No metric anchors detected.

"As LLM agents transition from short, static problem solving to executing complex, long-horizon tasks in dynamic environments, the ability to handle user interruptions, such as adding requirement or revising goals, during mid-task execution is becoming a core requirement for realistic deployment."

Human Feedback Details

  • Uses human feedback: Yes
  • Feedback types: Critique Edit
  • Rater population: Not reported
  • Expertise required: Coding

Evaluation Details

  • Evaluation modes: Simulation Env
  • Agentic eval: Long Horizon, Web Browsing
  • Quality controls: Not reported
  • Evidence quality: High
  • Use this page as: Secondary protocol comparison source

Protocol And Measurement Signals

Benchmarks / Datasets

WebArenaInterruptbench

Reported Metrics

No metric terms were extracted from the available abstract.

Research Brief

Metadata summary

As LLM agents transition from short, static problem solving to executing complex, long-horizon tasks in dynamic environments, the ability to handle user interruptions, such as adding requirement or revising goals, during mid-task execution is becoming a core requirement for realistic deployment.
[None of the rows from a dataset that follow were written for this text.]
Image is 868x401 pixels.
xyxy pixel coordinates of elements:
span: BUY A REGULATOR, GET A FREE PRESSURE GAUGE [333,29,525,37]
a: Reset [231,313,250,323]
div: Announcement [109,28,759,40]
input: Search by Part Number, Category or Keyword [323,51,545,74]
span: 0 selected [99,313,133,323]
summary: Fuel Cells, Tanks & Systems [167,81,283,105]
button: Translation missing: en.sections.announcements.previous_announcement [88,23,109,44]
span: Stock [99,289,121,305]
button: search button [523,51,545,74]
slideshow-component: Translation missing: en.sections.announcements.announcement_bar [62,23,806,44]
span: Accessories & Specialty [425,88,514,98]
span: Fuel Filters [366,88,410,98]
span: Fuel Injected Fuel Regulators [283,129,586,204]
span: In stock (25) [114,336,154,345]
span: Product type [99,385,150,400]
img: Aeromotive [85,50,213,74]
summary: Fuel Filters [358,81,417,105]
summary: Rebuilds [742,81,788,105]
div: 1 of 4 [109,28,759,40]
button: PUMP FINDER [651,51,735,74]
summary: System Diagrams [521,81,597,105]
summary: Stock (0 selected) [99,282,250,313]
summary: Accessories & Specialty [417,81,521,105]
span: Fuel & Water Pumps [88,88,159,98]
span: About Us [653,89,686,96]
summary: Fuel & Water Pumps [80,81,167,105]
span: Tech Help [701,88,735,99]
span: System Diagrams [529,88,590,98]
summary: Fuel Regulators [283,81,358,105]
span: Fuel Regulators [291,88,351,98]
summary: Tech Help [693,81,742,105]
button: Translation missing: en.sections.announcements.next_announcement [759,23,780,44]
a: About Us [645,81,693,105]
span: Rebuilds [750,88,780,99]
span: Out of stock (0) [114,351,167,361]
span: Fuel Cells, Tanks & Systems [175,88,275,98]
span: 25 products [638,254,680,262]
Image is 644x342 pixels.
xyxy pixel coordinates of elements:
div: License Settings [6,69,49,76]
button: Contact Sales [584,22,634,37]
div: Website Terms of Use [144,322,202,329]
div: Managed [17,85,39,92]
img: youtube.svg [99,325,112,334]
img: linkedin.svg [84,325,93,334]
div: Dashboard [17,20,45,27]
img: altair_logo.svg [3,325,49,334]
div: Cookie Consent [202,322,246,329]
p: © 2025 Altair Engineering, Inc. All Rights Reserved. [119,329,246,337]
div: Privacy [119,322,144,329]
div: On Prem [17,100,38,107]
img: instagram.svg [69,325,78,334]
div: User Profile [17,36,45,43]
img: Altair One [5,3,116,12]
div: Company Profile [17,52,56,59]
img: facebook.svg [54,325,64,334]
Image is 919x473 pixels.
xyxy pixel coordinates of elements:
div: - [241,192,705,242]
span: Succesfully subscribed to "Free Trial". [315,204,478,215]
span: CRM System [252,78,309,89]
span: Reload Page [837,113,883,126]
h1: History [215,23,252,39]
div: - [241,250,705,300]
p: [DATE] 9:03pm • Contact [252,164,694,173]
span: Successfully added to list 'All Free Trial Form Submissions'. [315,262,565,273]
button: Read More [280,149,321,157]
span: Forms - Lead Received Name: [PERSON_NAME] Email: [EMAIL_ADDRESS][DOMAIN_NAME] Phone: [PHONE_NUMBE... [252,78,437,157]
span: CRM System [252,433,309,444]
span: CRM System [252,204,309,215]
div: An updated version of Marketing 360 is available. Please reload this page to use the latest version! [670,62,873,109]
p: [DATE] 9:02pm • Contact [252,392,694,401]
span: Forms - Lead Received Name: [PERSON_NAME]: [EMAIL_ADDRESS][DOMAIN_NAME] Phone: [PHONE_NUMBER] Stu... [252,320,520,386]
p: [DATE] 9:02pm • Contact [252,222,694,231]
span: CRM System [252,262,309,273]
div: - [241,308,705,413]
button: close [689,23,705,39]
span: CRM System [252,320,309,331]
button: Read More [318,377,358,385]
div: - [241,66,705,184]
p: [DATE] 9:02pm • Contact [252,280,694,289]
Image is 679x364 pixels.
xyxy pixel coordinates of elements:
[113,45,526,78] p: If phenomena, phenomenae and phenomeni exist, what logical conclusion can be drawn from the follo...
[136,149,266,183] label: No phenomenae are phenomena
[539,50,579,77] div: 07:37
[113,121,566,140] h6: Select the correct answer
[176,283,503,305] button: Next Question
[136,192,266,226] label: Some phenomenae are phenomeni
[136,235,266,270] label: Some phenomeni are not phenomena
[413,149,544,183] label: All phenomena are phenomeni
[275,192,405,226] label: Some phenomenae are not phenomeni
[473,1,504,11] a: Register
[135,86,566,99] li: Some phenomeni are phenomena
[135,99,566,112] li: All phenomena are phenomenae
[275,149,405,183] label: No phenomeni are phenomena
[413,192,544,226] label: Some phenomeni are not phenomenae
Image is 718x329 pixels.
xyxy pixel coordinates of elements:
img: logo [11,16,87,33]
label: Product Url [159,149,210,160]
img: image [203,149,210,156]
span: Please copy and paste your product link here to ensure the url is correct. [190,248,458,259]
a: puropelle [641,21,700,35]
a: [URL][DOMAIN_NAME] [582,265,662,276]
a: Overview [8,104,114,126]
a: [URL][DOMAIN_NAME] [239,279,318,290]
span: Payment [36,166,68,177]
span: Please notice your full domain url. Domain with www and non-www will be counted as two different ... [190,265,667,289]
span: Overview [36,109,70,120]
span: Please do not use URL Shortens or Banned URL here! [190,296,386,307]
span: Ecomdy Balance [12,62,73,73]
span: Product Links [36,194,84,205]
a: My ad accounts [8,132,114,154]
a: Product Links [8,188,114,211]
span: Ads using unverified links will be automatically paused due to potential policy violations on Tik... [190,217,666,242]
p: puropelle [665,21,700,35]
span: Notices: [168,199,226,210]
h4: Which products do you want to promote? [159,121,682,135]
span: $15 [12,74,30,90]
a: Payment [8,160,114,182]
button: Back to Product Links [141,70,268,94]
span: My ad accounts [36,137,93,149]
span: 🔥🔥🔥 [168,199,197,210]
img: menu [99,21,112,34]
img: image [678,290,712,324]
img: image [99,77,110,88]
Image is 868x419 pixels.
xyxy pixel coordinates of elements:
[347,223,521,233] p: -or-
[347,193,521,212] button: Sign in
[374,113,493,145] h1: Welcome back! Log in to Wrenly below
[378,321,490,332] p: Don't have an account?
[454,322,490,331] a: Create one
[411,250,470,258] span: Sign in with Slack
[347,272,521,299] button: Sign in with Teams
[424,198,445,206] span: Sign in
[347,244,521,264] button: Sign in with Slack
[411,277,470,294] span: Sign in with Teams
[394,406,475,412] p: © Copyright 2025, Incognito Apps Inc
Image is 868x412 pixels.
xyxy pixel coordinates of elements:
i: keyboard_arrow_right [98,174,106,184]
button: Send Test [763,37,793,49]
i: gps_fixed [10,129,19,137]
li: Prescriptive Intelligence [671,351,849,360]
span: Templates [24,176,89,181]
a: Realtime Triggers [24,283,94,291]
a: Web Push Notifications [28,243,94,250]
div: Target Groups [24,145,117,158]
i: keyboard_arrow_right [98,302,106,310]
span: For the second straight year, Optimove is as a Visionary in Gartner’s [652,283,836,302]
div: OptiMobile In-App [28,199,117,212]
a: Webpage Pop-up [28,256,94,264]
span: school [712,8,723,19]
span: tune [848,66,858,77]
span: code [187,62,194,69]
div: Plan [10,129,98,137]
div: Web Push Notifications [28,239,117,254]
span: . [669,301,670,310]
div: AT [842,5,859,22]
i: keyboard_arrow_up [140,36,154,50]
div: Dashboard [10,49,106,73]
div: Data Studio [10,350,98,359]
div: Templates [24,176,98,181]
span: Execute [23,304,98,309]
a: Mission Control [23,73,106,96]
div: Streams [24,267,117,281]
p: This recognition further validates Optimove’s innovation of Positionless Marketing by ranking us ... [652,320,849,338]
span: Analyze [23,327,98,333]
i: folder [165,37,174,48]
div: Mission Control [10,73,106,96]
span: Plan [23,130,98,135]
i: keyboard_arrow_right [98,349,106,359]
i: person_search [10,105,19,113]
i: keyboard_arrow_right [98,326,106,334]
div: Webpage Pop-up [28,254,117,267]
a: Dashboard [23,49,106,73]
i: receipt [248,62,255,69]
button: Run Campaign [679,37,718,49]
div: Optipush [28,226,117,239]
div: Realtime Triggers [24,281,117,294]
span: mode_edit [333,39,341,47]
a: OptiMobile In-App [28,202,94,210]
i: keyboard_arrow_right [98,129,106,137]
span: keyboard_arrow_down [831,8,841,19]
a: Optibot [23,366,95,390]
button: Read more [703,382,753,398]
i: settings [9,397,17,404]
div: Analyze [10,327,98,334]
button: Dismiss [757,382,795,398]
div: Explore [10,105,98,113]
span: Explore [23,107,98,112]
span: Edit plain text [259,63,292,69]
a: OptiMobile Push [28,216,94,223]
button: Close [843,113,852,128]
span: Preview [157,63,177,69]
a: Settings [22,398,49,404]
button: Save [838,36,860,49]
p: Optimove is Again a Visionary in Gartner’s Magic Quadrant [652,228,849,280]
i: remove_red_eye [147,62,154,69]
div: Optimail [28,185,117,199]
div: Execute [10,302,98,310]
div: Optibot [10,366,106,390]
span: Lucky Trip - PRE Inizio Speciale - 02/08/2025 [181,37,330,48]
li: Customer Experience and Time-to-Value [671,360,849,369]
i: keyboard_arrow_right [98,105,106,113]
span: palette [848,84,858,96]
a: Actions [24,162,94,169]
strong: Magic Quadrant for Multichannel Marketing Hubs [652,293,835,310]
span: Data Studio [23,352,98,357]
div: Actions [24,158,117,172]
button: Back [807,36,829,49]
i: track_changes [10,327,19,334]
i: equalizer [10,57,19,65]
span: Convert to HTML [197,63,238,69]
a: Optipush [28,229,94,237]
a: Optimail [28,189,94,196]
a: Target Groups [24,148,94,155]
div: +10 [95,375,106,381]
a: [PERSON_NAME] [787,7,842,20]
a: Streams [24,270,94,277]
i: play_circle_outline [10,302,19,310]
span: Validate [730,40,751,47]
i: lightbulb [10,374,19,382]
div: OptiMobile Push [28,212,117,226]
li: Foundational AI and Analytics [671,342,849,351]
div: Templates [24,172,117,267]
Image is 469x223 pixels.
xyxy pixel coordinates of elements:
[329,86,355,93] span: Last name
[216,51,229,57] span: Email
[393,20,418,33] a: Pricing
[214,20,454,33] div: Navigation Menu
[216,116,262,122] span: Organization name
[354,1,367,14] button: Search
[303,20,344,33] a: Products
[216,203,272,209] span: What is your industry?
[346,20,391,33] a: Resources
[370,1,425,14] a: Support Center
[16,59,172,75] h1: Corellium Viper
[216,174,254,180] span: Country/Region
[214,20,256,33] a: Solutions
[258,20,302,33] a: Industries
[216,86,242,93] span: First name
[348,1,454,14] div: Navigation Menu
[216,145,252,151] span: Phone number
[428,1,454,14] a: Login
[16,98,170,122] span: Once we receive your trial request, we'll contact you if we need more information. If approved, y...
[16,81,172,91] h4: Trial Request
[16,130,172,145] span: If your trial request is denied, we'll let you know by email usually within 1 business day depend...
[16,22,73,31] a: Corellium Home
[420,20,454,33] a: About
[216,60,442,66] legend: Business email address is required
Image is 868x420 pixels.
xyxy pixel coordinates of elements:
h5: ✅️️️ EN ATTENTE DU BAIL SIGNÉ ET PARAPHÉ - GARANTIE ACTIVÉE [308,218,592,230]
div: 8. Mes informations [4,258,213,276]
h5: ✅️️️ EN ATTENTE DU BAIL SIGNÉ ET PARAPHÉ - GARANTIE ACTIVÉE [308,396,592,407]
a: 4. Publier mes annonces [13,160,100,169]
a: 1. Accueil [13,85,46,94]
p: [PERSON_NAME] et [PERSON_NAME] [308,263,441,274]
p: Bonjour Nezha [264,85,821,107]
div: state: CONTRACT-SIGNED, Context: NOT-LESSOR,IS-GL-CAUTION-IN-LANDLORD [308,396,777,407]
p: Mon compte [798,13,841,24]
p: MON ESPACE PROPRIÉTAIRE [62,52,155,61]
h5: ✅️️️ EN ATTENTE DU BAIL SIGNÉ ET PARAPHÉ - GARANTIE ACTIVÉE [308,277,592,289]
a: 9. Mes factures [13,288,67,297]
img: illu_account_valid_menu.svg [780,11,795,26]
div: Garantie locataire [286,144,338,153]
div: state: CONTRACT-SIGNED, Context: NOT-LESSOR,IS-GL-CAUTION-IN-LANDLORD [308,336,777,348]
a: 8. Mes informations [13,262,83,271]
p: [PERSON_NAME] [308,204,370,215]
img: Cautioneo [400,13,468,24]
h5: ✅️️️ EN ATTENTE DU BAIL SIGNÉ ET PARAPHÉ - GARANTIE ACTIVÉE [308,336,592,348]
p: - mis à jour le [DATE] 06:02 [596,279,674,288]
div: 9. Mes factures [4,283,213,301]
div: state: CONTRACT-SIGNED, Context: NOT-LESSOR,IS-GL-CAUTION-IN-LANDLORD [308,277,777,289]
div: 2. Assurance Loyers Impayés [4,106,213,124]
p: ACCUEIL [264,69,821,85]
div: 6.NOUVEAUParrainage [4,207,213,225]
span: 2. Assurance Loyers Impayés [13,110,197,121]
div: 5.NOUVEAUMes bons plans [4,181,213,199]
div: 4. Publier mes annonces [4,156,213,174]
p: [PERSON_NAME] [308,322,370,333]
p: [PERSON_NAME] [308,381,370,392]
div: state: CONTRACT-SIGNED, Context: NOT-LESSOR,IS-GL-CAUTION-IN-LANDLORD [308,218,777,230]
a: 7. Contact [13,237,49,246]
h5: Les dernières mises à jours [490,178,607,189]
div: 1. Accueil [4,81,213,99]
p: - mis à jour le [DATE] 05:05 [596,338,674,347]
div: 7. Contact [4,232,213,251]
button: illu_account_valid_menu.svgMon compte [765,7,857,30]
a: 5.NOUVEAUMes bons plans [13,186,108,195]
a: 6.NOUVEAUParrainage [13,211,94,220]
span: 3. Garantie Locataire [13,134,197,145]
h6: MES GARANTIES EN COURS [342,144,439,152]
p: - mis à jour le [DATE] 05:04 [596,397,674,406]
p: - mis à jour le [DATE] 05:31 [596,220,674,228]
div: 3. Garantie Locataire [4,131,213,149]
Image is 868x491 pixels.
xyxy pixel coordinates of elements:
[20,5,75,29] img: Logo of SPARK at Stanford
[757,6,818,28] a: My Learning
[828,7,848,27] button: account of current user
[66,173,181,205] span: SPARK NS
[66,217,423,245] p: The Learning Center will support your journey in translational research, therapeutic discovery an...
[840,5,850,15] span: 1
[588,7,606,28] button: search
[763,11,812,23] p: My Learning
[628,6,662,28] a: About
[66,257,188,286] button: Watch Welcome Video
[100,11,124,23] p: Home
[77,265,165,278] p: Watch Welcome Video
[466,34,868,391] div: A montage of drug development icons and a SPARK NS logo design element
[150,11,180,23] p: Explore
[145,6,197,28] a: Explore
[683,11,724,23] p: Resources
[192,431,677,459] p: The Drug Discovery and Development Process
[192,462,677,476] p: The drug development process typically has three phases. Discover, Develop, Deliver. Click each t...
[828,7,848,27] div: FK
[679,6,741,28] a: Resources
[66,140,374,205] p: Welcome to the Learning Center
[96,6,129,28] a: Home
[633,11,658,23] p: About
Based on abstract + metadata only. Check the source paper before making high-confidence protocol decisions.

Key Takeaways

  • As LLM agents transition from short, static problem solving to executing complex, long-horizon tasks in dynamic environments, the ability to handle user interruptions, such as adding requirement or revising goals, during mid-task execution is becoming a core requirement for realistic deployment.
  • However, existing benchmarks largely assume uninterrupted agent behavior or study interruptions only in short, unconstrained language tasks.
  • In this paper, we present the first systematic study of interruptible agents in long-horizon, environmentally grounded web navigation tasks, where actions induce persistent state changes.

Researcher Actions

  • Compare this paper against nearby papers in the same arXiv category before using it for protocol decisions.
  • Validate inferred eval signals (Simulation environment, Long-horizon tasks) against the full paper.
  • Use related-paper links to find stronger protocol-specific references.

Caveats

  • Generated from abstract + metadata only; no PDF parsing.
  • Signals below are heuristic and may miss details reported outside the abstract.

Recommended Queries

Research Summary

Contribution Summary

  • As LLM agents transition from short, static problem solving to executing complex, long-horizon tasks in dynamic environments, the ability to handle user interruptions, such as adding requirement or revising goals, during mid-task execution…
  • In this paper, we present the first systematic study of interruptible agents in long-horizon, environmentally grounded web navigation tasks, where actions induce persistent state changes.
  • Using a unified interruption simulation framework, we evaluate six strong LLM backbones across single- and multi-turn interruption settings, analyzing both their effectiveness in adapting to updated intents and their efficiency in…

Why It Matters For Eval

  • As LLM agents transition from short, static problem solving to executing complex, long-horizon tasks in dynamic environments, the ability to handle user interruptions, such as adding requirement or revising goals, during mid-task execution…
  • In this paper, we present the first systematic study of interruptible agents in long-horizon, environmentally grounded web navigation tasks, where actions induce persistent state changes.

Researcher Checklist

  • Pass: Human feedback protocol is explicit

    Detected: Critique Edit

  • Pass: Evaluation mode is explicit

    Detected: Simulation Env

  • Gap: Quality control reporting appears

    No calibration/adjudication/IAA control explicitly detected.

  • Pass: Benchmark or dataset anchors are present

    Detected: WebArena, Interruptbench

  • Gap: Metric reporting is present

    No metric terms extracted.

Related Papers

Papers are ranked by protocol overlap, extraction signal alignment, and semantic proximity.